Re: [VOTE] Release Apache Spark 1.2.1 (RC1)

2015-01-27 Thread Sean Owen
Got it. Ignore the SHA512 issue since these aren't somehow expected by
a policy or Maven to be in a certain format. Just wondered if the
difference was intended.

The Maven way of generated the SHA1 hashes is to set this on the
install plugin, AFAIK, although I'm not sure if the intent was to hash
files that Maven didn't create:

configuration
createChecksumtrue/createChecksum
/configuration

As for the key issue, I think it's just a matter of uploading the new
key in both places.

We should all of course test the release anyway.

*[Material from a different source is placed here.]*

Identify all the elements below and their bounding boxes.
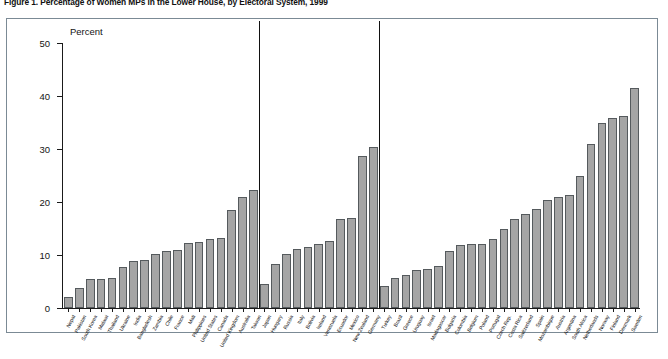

On Tue, Jan 27, 2015 at 5:55 PM, Patrick Wendell pwend...@gmail.com wrote:
 Hey Sean,

 The release script generates hashes in two places (take a look a bit
 further down in the script), one for the published artifacts and the
 other for the binaries. In the case of the binaries we use SHA512
 because, AFAIK, the ASF does not require you to use SHA1 and SHA512 is
 better. In the case of the published Maven artifacts we use SHA1
 because my understanding is this is what Maven requires. However, it
 does appear that the format is now one that maven cannot parse.

 Anyways, it seems fine to just change the format of the hash per your PR.